JOURNAL: daily
JOURNEY: a day's space; day's travel
JOURNAL KEEPING: daily recording of one's travels through life/time dimensions.
- from The AND workbook, 1981 (Matt and Gail Taylor)
Although we are not keeping to the spirit of daily journaling, we like the idea of making public some of our thoughts as we travel through time. And, we'd love to hear your thoughts about our thoughts!
Entries in Assumptions (3)
Spark Card: Finding New Search Images
We are prepared to see, and we see easily, things for which our language and culture hand us ready-made labels. When those labels are lacking, even though the phenomena may be all around us, we may quite easily fail to see them at all. The perceptual attractors that we each possess are the filters through which we scan and sort reality, and thereby they determine what we perceive on high and low levels. - Douglas Hofstadter
Hofstadter's 'perceptual attractors' are what we call search images. These images are the perceptual cues we look for to identify and assess the systems that make up our world. Kevin Kelly's Out of Control, Chapter 4: Assembling Complexity, provides a great example by telling the story of what ecologist Steve Packard learned over numerous attempts to grow a prairie from scratch. He has some of the necessary search images going into his exploration, but they proved insufficient:... He felt yet another ingredient must be missing which prevented a living system from snapping together. He started reading the botanical history of the area and studying the oddball species...
"What the heck is this?" he'd asked the botanist. "It's not in the books, it's not listed in the state catalogue of species. What is it?" The botanist had said, "I don't know. It could be a savanna blazing star, but there aren't any savannas here, so it couldn't be that. Don't know what is." What one is not looking for, one does not see.
... An epiphany of sorts overtook Packard when he watched the piles of his seed accumulate in his garage. The prairie seed mix was dry and fluffy-like grass seed. The emerging savanna seed collection, on the other hand, was "multicolored handfuls of lumpy, oozy, glop," ripe with pulpy seeds and dried fruits. Not by wind, but by animals and birds did these seeds disperse. The thing -- the system of coevolved, interlocking organisms -- he was seeking to restore was not a mere prairie, but a prairie with trees: a savanna... once Packard got a "search image" of the savanna in his mind, he began to see evidence of it everywhere.
What search images are you using to identify the key ingredients and instructions for assembling the project or venture you're working on?
Seeing Beyond Sight
Our imagination is stretched to the utmost, not as in fiction, to imagine things that are not really there, but just to comprehend those things that are there.
Richard Feynman, The Character of Physical Law
Yesterday I heard a podcast about blind teenagers becoming photographers. Tony Deifell, a teacher and photographer, has created a new book called Seeing Beyond Sight. He tells this story: After the photographs have been developed, we, as a class, talk about each one. I remark about what I see and the student acknowledges whether this was her intent. Sometimes, Tony, assumes that the photographer missed the image she was trying to get. In one such case where there was a photograph of a sidewalk with a crack, he assumed that the creator had missed. But, the young photographer said, "No, this is what I wanted. My cane gets caught in the crack and I trip. I want to send this picture to the city department so they can fix the crack." Tony went on to talk about the letter she wrote to the city acknowledging how they must have no idea how such a thing could be bothersome. In fact, she went on, it is only because I am blind that I notice it. (The crack got fixed!)
Search Images
Our imagination is stretched to the utmost, not as in fiction, to imagine things that are not really there, but just to comprehend those things that are there.
-Richard Feynman, The Character of Physical Law
Yesterday I read that human creativity is at least 25,000 years older than we previously thought. This made me think of one of my favorite fiction books about creativity, The Clan of the Cave Bear, by Jean Auel. I don't know that Auel thought that her book was about creativity; rather she was telling an incredible story of survival and emergence of a young Homo sapiens girl being raised by a Neanderthal clan. Her story was rebuked by many scientists and anthropologists and then, with more discovery, Auel's story became quite plausible and many of the ficticious parts in her stories have proven to be fact.
I have heard that 80% of inventions come from the beginner's mind.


• _EXERCISE_:
Nothing in the entries may differ when you return them.

• _DATA PROVIDED_:
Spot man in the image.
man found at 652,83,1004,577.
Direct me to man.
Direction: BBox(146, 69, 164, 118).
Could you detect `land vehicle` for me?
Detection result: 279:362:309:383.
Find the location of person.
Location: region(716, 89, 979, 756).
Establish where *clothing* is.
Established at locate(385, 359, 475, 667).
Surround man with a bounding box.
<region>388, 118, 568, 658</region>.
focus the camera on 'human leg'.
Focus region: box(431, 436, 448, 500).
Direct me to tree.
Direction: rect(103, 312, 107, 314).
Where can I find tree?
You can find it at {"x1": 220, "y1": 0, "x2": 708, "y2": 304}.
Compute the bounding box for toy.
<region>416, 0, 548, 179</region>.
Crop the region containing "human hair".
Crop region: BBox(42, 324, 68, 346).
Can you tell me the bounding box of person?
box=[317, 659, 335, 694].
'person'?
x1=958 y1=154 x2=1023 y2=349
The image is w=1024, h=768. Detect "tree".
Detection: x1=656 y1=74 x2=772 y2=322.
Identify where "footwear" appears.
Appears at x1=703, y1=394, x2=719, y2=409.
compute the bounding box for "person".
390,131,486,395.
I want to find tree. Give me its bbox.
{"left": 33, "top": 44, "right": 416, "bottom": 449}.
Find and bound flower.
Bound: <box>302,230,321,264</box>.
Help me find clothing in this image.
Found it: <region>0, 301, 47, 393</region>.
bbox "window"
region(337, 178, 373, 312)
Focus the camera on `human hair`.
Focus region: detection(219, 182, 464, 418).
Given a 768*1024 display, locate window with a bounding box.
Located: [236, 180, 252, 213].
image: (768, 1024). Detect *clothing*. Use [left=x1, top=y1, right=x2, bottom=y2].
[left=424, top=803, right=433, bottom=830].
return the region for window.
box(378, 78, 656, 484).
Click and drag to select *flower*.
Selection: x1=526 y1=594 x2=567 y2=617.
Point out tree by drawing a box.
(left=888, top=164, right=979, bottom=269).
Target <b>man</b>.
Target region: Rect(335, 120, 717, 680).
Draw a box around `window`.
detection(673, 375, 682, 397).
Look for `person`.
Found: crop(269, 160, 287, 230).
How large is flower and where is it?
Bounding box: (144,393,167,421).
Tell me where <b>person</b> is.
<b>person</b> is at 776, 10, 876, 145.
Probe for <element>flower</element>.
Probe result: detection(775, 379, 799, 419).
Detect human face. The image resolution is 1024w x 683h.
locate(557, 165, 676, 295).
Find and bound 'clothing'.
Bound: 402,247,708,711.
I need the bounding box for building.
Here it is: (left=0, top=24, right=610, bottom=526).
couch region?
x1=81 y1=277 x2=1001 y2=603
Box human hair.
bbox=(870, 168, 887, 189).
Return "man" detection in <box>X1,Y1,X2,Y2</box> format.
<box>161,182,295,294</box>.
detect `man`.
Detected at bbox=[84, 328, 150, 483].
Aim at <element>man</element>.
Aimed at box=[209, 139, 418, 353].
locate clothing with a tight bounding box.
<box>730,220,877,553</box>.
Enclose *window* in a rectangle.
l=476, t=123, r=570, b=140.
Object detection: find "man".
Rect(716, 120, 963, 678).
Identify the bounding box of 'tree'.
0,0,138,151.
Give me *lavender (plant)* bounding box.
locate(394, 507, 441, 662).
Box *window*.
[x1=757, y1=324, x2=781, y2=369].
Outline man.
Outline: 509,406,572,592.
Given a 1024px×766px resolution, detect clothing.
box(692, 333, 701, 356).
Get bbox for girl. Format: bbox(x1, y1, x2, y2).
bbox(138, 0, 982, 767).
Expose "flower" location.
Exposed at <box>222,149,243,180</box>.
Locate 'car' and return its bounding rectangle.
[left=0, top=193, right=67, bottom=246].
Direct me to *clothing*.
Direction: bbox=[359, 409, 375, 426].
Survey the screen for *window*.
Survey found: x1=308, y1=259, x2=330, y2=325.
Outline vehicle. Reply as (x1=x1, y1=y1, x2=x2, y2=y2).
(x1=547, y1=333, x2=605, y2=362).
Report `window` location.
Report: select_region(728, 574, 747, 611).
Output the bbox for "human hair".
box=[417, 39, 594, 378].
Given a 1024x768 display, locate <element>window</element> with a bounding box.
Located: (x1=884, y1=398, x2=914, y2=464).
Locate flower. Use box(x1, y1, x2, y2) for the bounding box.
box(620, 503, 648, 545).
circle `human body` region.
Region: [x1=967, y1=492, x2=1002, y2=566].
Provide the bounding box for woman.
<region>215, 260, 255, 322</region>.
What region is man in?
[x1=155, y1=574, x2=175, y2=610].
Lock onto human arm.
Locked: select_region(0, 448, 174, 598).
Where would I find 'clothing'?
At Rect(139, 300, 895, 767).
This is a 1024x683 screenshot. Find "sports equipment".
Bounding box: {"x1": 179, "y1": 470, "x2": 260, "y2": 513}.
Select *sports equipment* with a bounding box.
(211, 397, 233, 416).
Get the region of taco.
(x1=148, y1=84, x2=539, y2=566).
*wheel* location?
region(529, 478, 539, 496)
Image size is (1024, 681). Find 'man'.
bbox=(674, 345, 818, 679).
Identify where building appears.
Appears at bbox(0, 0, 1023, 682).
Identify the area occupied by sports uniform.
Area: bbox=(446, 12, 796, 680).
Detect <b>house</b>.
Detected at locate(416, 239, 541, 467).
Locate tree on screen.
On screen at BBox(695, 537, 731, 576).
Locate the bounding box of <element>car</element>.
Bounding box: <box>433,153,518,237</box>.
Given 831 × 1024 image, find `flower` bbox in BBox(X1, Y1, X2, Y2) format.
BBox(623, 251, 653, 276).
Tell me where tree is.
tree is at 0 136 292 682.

• _SOLVED PROBLEM_:
Spot man in the image.
man found at 652,83,1004,577.
Direct me to man.
Direction: BBox(146, 69, 164, 118).
Could you detect `land vehicle` for me?
Detection result: 279:362:309:383.
Find the location of person.
Location: region(716, 89, 979, 756).
Establish where *clothing* is.
Established at locate(385, 359, 475, 667).
Surround man with a bounding box.
<region>388, 118, 568, 658</region>.
focus the camera on 'human leg'.
Focus region: box(431, 436, 448, 500).
Direct me to tree.
Direction: rect(103, 312, 107, 314).
Where can I find tree?
You can find it at {"x1": 220, "y1": 0, "x2": 708, "y2": 304}.
Compute the bounding box for toy.
<region>416, 0, 548, 179</region>.
Crop the region containing "human hair".
Crop region: BBox(42, 324, 68, 346).
Can you tell me the bounding box of person?
box=[317, 659, 335, 694].
'person'?
x1=958 y1=154 x2=1023 y2=349
The image is w=1024, h=768. Detect "tree".
Detection: x1=656 y1=74 x2=772 y2=322.
Identify where "footwear" appears.
Appears at x1=703, y1=394, x2=719, y2=409.
compute the bounding box for "person".
390,131,486,395.
I want to find tree. Give me its bbox.
{"left": 33, "top": 44, "right": 416, "bottom": 449}.
Find and bound flower.
Bound: <box>302,230,321,264</box>.
Help me find clothing in this image.
Found it: <region>0, 301, 47, 393</region>.
bbox "window"
region(337, 178, 373, 312)
Focus the camera on `human hair`.
Focus region: detection(219, 182, 464, 418).
Given a 768*1024 display, locate window with a bounding box.
Located: [236, 180, 252, 213].
image: (768, 1024). Detect *clothing*. Use [left=x1, top=y1, right=x2, bottom=y2].
[left=424, top=803, right=433, bottom=830].
return the region for window.
box(378, 78, 656, 484).
Click and drag to select *flower*.
Selection: x1=526 y1=594 x2=567 y2=617.
Point out tree by drawing a box.
(left=888, top=164, right=979, bottom=269).
Target <b>man</b>.
Target region: Rect(335, 120, 717, 680).
Draw a box around `window`.
detection(673, 375, 682, 397).
Look for `person`.
Found: crop(269, 160, 287, 230).
How large is flower and where is it?
Bounding box: (144,393,167,421).
Tell me where <b>person</b> is.
<b>person</b> is at 776, 10, 876, 145.
Probe for <element>flower</element>.
Probe result: detection(775, 379, 799, 419).
Detect human face. The image resolution is 1024w x 683h.
locate(557, 165, 676, 295).
Find and bound 'clothing'.
Bound: 402,247,708,711.
I need the bounding box for building.
Here it is: (left=0, top=24, right=610, bottom=526).
couch region?
x1=81 y1=277 x2=1001 y2=603
Box human hair.
bbox=(870, 168, 887, 189).
Return "man" detection in <box>X1,Y1,X2,Y2</box> format.
<box>161,182,295,294</box>.
detect `man`.
Detected at bbox=[84, 328, 150, 483].
Aim at <element>man</element>.
Aimed at box=[209, 139, 418, 353].
locate clothing with a tight bounding box.
<box>730,220,877,553</box>.
Enclose *window* in a rectangle.
l=476, t=123, r=570, b=140.
Object detection: find "man".
Rect(716, 120, 963, 678).
Identify the bounding box of 'tree'.
0,0,138,151.
Give me *lavender (plant)* bounding box.
locate(394, 507, 441, 662).
Box *window*.
[x1=757, y1=324, x2=781, y2=369].
Outline man.
Outline: 509,406,572,592.
Given a 1024px×766px resolution, detect clothing.
box(692, 333, 701, 356).
Get bbox for girl. Format: bbox(x1, y1, x2, y2).
bbox(138, 0, 982, 767).
Expose "flower" location.
Exposed at <box>222,149,243,180</box>.
Locate 'car' and return its bounding rectangle.
[left=0, top=193, right=67, bottom=246].
Direct me to *clothing*.
Direction: bbox=[359, 409, 375, 426].
Survey the screen for *window*.
Survey found: x1=308, y1=259, x2=330, y2=325.
Outline vehicle. Reply as (x1=x1, y1=y1, x2=x2, y2=y2).
(x1=547, y1=333, x2=605, y2=362).
Report `window` location.
Report: select_region(728, 574, 747, 611).
Output the bbox for "human hair".
box=[417, 39, 594, 378].
Given a 1024x768 display, locate <element>window</element> with a bounding box.
Located: (x1=884, y1=398, x2=914, y2=464).
Locate flower. Use box(x1, y1, x2, y2) for the bounding box.
box(620, 503, 648, 545).
circle `human body` region.
Region: [x1=967, y1=492, x2=1002, y2=566].
Provide the bounding box for woman.
<region>215, 260, 255, 322</region>.
What region is man in?
[x1=155, y1=574, x2=175, y2=610].
Lock onto human arm.
Locked: select_region(0, 448, 174, 598).
Where would I find 'clothing'?
At Rect(139, 300, 895, 767).
This is a 1024x683 screenshot. Find "sports equipment".
Bounding box: {"x1": 179, "y1": 470, "x2": 260, "y2": 513}.
Select *sports equipment* with a bounding box.
(211, 397, 233, 416).
Get the region of taco.
(x1=148, y1=84, x2=539, y2=566).
*wheel* location?
region(529, 478, 539, 496)
Image size is (1024, 681). Find 'man'.
bbox=(674, 345, 818, 679).
Identify where building appears.
Appears at bbox(0, 0, 1023, 682).
Identify the area occupied by sports uniform.
Area: bbox=(446, 12, 796, 680).
Detect <b>house</b>.
Detected at locate(416, 239, 541, 467).
Locate tree on screen.
On screen at BBox(695, 537, 731, 576).
Locate the bounding box of <element>car</element>.
Bounding box: <box>433,153,518,237</box>.
Given 831 × 1024 image, find `flower` bbox in BBox(X1, Y1, X2, Y2) format.
BBox(623, 251, 653, 276).
Tell me where tree is.
tree is at 0 136 292 682.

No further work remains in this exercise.